Record set
((

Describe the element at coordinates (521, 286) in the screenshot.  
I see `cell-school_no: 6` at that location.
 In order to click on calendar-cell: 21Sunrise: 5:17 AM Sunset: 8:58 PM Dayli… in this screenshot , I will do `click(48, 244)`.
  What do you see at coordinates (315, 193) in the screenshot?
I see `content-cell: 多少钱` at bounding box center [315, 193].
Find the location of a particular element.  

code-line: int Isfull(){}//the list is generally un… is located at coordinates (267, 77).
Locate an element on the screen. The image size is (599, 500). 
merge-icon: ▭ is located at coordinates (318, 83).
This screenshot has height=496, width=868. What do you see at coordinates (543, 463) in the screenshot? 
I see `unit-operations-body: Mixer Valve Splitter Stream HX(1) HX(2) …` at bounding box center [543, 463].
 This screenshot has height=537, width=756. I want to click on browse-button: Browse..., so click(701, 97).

))

Task objective
All of the data above should be reproduced exactly.

Solution
Describe the element at coordinates (521, 286) in the screenshot.  
I see `cell-school_no: 6` at that location.
 In order to click on calendar-cell: 21Sunrise: 5:17 AM Sunset: 8:58 PM Dayli… in this screenshot , I will do `click(48, 244)`.
  What do you see at coordinates (315, 193) in the screenshot?
I see `content-cell: 多少钱` at bounding box center [315, 193].
Find the location of a particular element.  

code-line: int Isfull(){}//the list is generally un… is located at coordinates (267, 77).
Locate an element on the screen. The image size is (599, 500). 
merge-icon: ▭ is located at coordinates (318, 83).
This screenshot has height=496, width=868. What do you see at coordinates (543, 463) in the screenshot? 
I see `unit-operations-body: Mixer Valve Splitter Stream HX(1) HX(2) …` at bounding box center [543, 463].
 This screenshot has height=537, width=756. I want to click on browse-button: Browse..., so click(701, 97).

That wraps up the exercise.